An article on this subject was deleted on Wikipedia: Wikipedia:Articles for deletion/Xe Watch WP administrators can restore the edit history of the page upon request |
WP DEL |
An article on this subject has been proposed for deletion in 2007 and again in 2010. A merge proposal tag remains on the article as of Feb 2011 Wikipedia:Talk:Blackwater Watch Blackwater Watch (now known as Xe Watch to match the change in company name) is a non-profit, non-governmental watchdog organization derived from North Carolina Stop Torture Now in 2007 to monitor Blackwater Worldwide, plus private armies and mercenaries with respect to human rights, legal immunity, cronyism, war profiteering, lobbying, war, and conflict.
In September 2007 the organization brought investigative journalist and Blackwater author Jeremy Scahill to North Carolina Central University. In October 2007 Blackwater Watch and the Catholic Worker Movement staged the first-ever demonstration at Blackwater headquarters in Moyock, North Carolina.[1][2]

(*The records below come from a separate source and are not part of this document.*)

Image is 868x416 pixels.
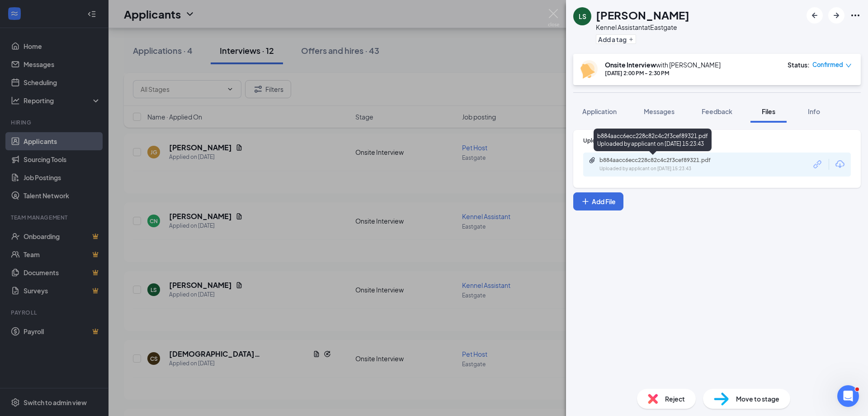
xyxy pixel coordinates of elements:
div: with [PERSON_NAME] [605,61,721,69]
span: Reject [665,393,685,404]
span: Move to stage [736,393,779,404]
span: Files [762,107,775,115]
span: Feedback [702,107,733,115]
span: down [845,62,852,69]
svg: ArrowLeftNew [809,10,820,21]
span: Info [808,107,820,115]
div: Upload Resume [584,137,851,145]
div: [DATE] 2:00 PM - 2:30 PM [605,69,721,77]
a: Paperclipb884aacc6ecc228c82c4c2f3cef89321.pdfUploaded by applicant on [DATE] 15:23:43 [588,157,735,172]
iframe: Intercom live chat [838,385,859,407]
svg: Link [812,159,824,170]
div: b884aacc6ecc228c82c4c2f3cef89321.pdf Uploaded by applicant on [DATE] 15:23:43 [594,129,711,151]
div: LS [579,11,587,21]
svg: Paperclip [588,157,596,164]
div: Status : [788,61,809,69]
b: Onsite Interview [605,61,656,69]
svg: Ellipses [850,10,860,21]
button: ArrowRight [828,8,844,24]
svg: Plus [581,197,590,206]
span: Application [583,107,617,115]
svg: ArrowRight [831,10,842,21]
button: Add FilePlus [573,192,623,211]
button: PlusAdd a tag [596,34,637,43]
svg: Download [835,159,845,170]
div: Uploaded by applicant on [DATE] 15:23:43 [600,165,735,172]
button: ArrowLeftNew [807,8,823,24]
span: Confirmed [812,61,843,69]
div: Kennel Assistant at Eastgate [596,23,689,32]
svg: Plus [628,37,634,43]
h1: [PERSON_NAME] [596,8,689,23]
div: b884aacc6ecc228c82c4c2f3cef89321.pdf [600,157,726,164]
span: Messages [644,107,674,115]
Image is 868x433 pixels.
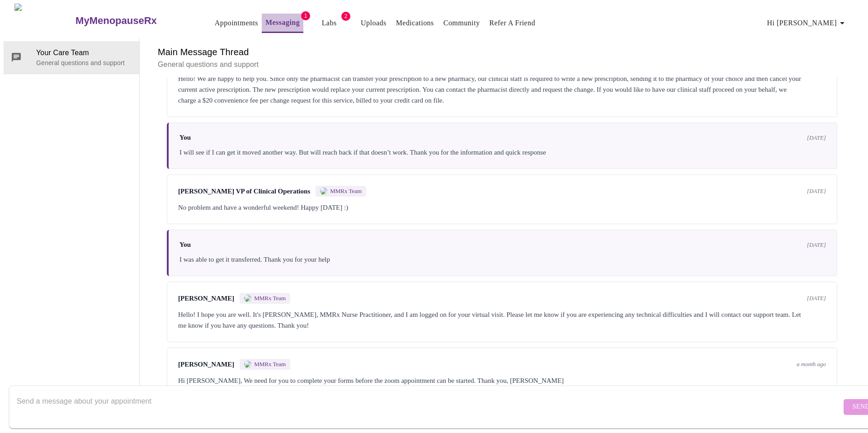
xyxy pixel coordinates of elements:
a: Community [444,17,480,30]
button: Labs [314,14,343,32]
div: Your Care TeamGeneral questions and support [3,41,139,74]
span: a month ago [797,361,826,368]
a: Labs [322,17,337,30]
img: MMRX [244,361,251,368]
span: Your Care Team [36,47,132,58]
span: You [180,134,191,141]
div: I was able to get it transferred. Thank you for your help [180,254,826,265]
button: Hi [PERSON_NAME] [764,14,851,32]
button: Community [440,14,484,32]
span: [DATE] [807,295,826,302]
p: General questions and support [158,59,846,70]
span: MMRx Team [254,295,285,302]
img: MMRX [320,188,327,195]
img: MyMenopauseRx Logo [14,3,75,38]
span: Hi [PERSON_NAME] [767,17,848,30]
p: General questions and support [36,58,132,67]
span: [PERSON_NAME] [178,295,234,302]
h6: Main Message Thread [158,45,846,59]
img: MMRX [244,295,251,302]
div: I will see if I can get it moved another way. But will reach back if that doesn’t work. Thank you... [180,147,826,157]
span: [DATE] [807,241,826,248]
span: [PERSON_NAME] VP of Clinical Operations [178,188,310,195]
a: Refer a Friend [489,17,535,30]
span: 2 [341,12,350,21]
div: Hello! I hope you are well. It's [PERSON_NAME], MMRx Nurse Practitioner, and I am logged on for y... [178,309,826,331]
textarea: Send a message about your appointment [17,392,841,421]
a: Medications [396,17,434,30]
h3: MyMenopauseRx [75,15,157,27]
span: MMRx Team [254,361,285,368]
span: You [180,241,191,248]
button: Refer a Friend [485,14,539,32]
button: Messaging [262,13,303,33]
a: Uploads [361,17,386,30]
div: Hello! We are happy to help you. Since only the pharmacist can transfer your prescription to a ne... [178,73,826,106]
button: Uploads [357,14,390,32]
div: No problem and have a wonderful weekend! Happy [DATE] :) [178,202,826,213]
a: Appointments [215,17,258,30]
button: Medications [393,14,438,32]
button: Appointments [211,14,262,32]
span: [DATE] [807,134,826,141]
span: MMRx Team [330,188,362,195]
span: [DATE] [807,188,826,195]
span: 1 [301,12,310,20]
a: MyMenopauseRx [75,5,193,36]
span: [PERSON_NAME] [178,361,234,368]
a: Messaging [265,16,300,29]
div: Hi [PERSON_NAME], We need for you to complete your forms before the zoom appointment can be start... [178,375,826,386]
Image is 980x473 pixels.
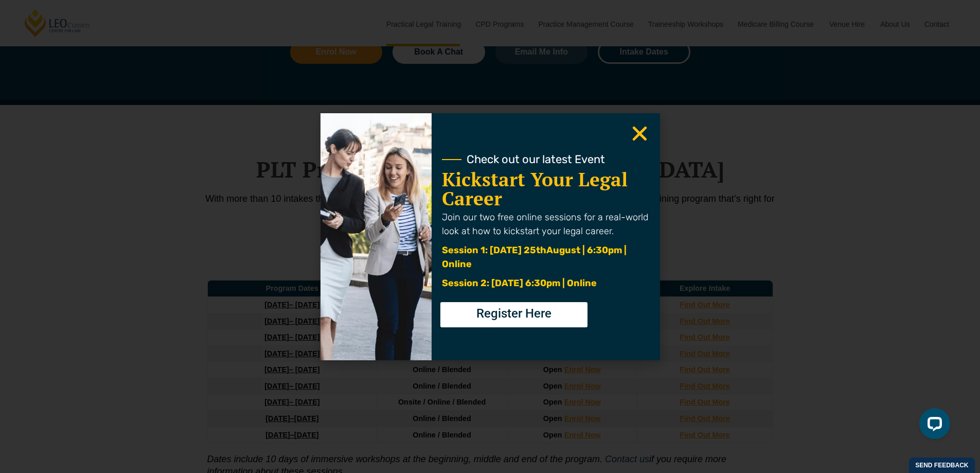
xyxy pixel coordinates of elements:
[442,212,648,236] span: Join our two free online sessions for a real-world look at how to kickstart your legal career.
[442,244,627,270] span: August | 6:30pm | Online
[476,307,552,320] span: Register Here
[442,167,628,211] a: Kickstart Your Legal Career
[630,124,650,144] a: Close
[911,404,954,447] iframe: LiveChat chat widget
[536,244,547,255] span: th
[442,278,597,289] span: Session 2: [DATE] 6:30pm | Online
[440,302,587,328] a: Register Here
[467,154,605,165] span: Check out our latest Event
[442,244,536,255] span: Session 1: [DATE] 25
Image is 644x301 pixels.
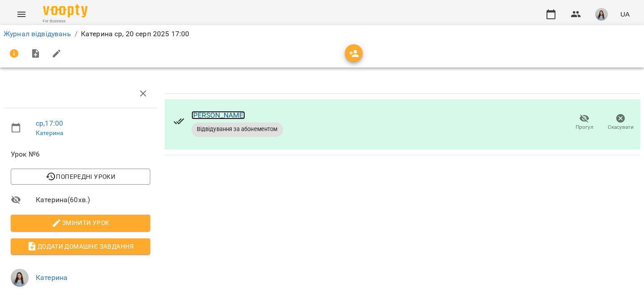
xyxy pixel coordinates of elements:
[617,6,633,23] button: UA
[11,169,150,185] button: Попередні уроки
[11,149,150,160] span: Урок №6
[11,215,150,231] button: Змінити урок
[566,110,602,135] button: Прогул
[4,30,71,38] a: Журнал відвідувань
[18,218,143,228] span: Змінити урок
[75,28,77,39] li: /
[35,129,63,136] a: Катерина
[595,8,608,21] img: 00729b20cbacae7f74f09ddf478bc520.jpg
[43,5,88,17] img: Voopty Logo
[620,10,630,19] span: UA
[11,238,150,254] button: Додати домашнє завдання
[43,18,88,24] span: For Business
[35,194,150,205] span: Катерина ( 60 хв. )
[608,123,634,131] span: Скасувати
[35,119,63,128] a: ср , 17:00
[192,125,283,134] span: Відвідування за абонементом
[18,242,143,252] span: Додати домашнє завдання
[192,111,245,119] a: [PERSON_NAME]
[4,28,640,39] nav: breadcrumb
[35,273,68,282] a: Катерина
[11,4,32,25] button: Menu
[602,110,639,135] button: Скасувати
[81,28,190,39] p: Катерина ср, 20 серп 2025 17:00
[11,269,28,287] img: 00729b20cbacae7f74f09ddf478bc520.jpg
[18,171,143,182] span: Попередні уроки
[576,123,594,131] span: Прогул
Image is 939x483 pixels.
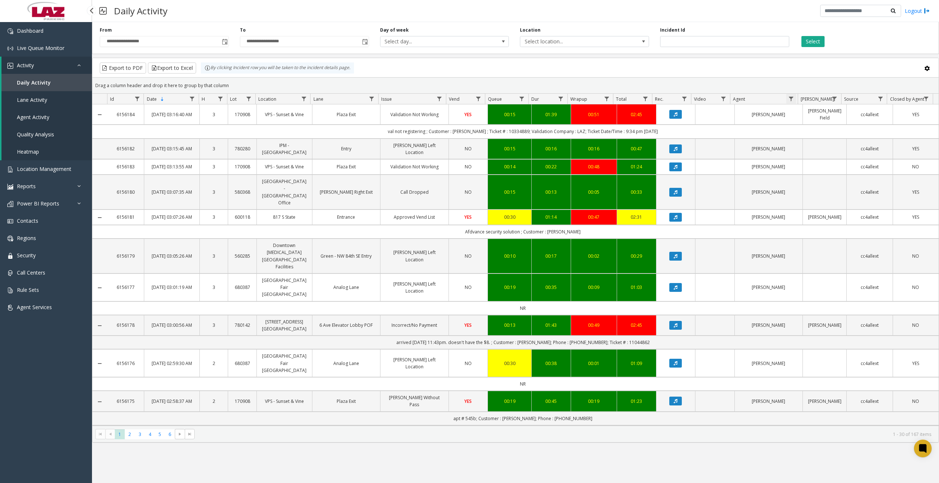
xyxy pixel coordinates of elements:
span: NO [465,189,472,195]
a: NO [453,253,483,260]
a: Dur Filter Menu [556,94,566,104]
span: NO [465,164,472,170]
span: YES [912,361,919,367]
a: 3 [204,322,224,329]
span: YES [912,111,919,118]
a: Total Filter Menu [640,94,650,104]
a: YES [453,322,483,329]
a: 00:14 [492,163,527,170]
a: [PERSON_NAME] [739,163,798,170]
div: 00:15 [492,145,527,152]
a: [DATE] 03:07:35 AM [149,189,195,196]
a: [PERSON_NAME] [739,360,798,367]
a: YES [897,189,934,196]
a: 2 [204,360,224,367]
a: Collapse Details [92,215,107,221]
span: Lane Activity [17,96,47,103]
a: Entrance [317,214,376,221]
a: [DATE] 02:59:30 AM [149,360,195,367]
img: 'icon' [7,288,13,294]
a: IPM - [GEOGRAPHIC_DATA] [261,142,307,156]
span: NO [912,322,919,329]
a: Location Filter Menu [299,94,309,104]
a: [PERSON_NAME] [807,322,842,329]
a: 6156178 [111,322,139,329]
a: cc4allext [851,398,888,405]
a: [DATE] 03:00:56 AM [149,322,195,329]
img: 'icon' [7,63,13,69]
a: VPS - Sunset & Vine [261,111,307,118]
label: Location [520,27,540,33]
a: 3 [204,253,224,260]
a: cc4allext [851,360,888,367]
button: Export to Excel [148,63,196,74]
span: YES [464,322,472,329]
span: Security [17,252,36,259]
a: [DATE] 03:16:40 AM [149,111,195,118]
a: YES [453,214,483,221]
td: apt # 545b; Customer : [PERSON_NAME]; Phone : [PHONE_NUMBER] [107,412,938,426]
span: Go to the next page [175,429,185,440]
a: Agent Activity [1,109,92,126]
td: NR [107,302,938,315]
td: val not registering ; Customer : [PERSON_NAME] ; Ticket # : 10334889; Validation Company : LAZ; T... [107,125,938,138]
a: 00:33 [621,189,652,196]
a: 6156180 [111,189,139,196]
a: 6156184 [111,111,139,118]
a: 02:45 [621,111,652,118]
div: 01:14 [536,214,566,221]
span: Dashboard [17,27,43,34]
a: Queue Filter Menu [517,94,527,104]
a: [PERSON_NAME] Field [807,107,842,121]
a: [PERSON_NAME] [739,398,798,405]
a: NO [453,145,483,152]
a: 780280 [233,145,252,152]
a: Issue Filter Menu [434,94,444,104]
div: 00:51 [575,111,612,118]
div: 00:19 [492,398,527,405]
a: Heatmap [1,143,92,160]
span: NO [912,398,919,405]
div: 01:39 [536,111,566,118]
span: NO [465,253,472,259]
button: Select [801,36,824,47]
a: 680387 [233,360,252,367]
span: Page 1 [115,430,125,440]
div: 01:24 [621,163,652,170]
a: cc4allext [851,284,888,291]
a: Daily Activity [1,74,92,91]
div: 00:48 [575,163,612,170]
a: Green - NW 84th SE Entry [317,253,376,260]
span: YES [464,398,472,405]
a: Rec. Filter Menu [679,94,689,104]
a: 560285 [233,253,252,260]
a: Approved Vend List [385,214,444,221]
a: 02:45 [621,322,652,329]
a: VPS - Sunset & Vine [261,398,307,405]
a: Analog Lane [317,284,376,291]
a: 6156181 [111,214,139,221]
a: Quality Analysis [1,126,92,143]
img: 'icon' [7,253,13,259]
a: NO [897,163,934,170]
a: [PERSON_NAME] Left Location [385,281,444,295]
a: H Filter Menu [216,94,226,104]
a: Logout [905,7,930,15]
a: Collapse Details [92,112,107,118]
a: [STREET_ADDRESS][GEOGRAPHIC_DATA] [261,319,307,333]
span: Contacts [17,217,38,224]
a: [DATE] 03:05:26 AM [149,253,195,260]
a: [DATE] 02:58:37 AM [149,398,195,405]
a: 3 [204,189,224,196]
span: Live Queue Monitor [17,45,64,52]
span: Toggle popup [220,36,228,47]
span: Rule Sets [17,287,39,294]
span: Call Centers [17,269,45,276]
img: 'icon' [7,219,13,224]
td: arrived [DATE] 11:43pm. doesn't have the $8. ; Customer : [PERSON_NAME]; Phone : [PHONE_NUMBER]; ... [107,336,938,349]
td: Afdvance security solution ; Customer : [PERSON_NAME] [107,225,938,239]
a: Id Filter Menu [132,94,142,104]
a: 00:01 [575,360,612,367]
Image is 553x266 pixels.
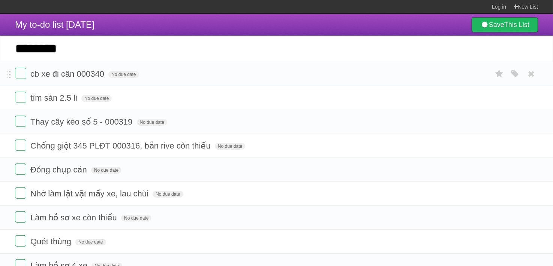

The headquarters of the lobbying firm Womble Carlyle Sandridge & Rice was the target of a Blackwater Watch-organized protest and held on the one-year anniversary of the Nisour Square massacre of September 16, 2007. Headquartered in Winston-Salem, North Carolina, WCSR is the third lobbying firm hired by Blackwater since October 2007.
Blackwater Watch representatives have been quoted in The Seattle Times,[3], the Chicago Tribune[4] and The Guardian.[5]
References
- ↑ press coverage
- ↑ film of the event on YouTube
- ↑ "Blackwater shooting incident — bane or boon?" Seattle Times, 20 September 2007
- ↑ "Blackwater in gray area again", the Chicago Tribune 19 September 2007
- ↑ "Iraq's hired hands under fire as the pot of gold starts to run low", the Guardian, 22 September 2007
External links
- Blackwater Watch official website
- Human Rights First; Private Security Contractors at War: Ending the Culture of Impunity (2008)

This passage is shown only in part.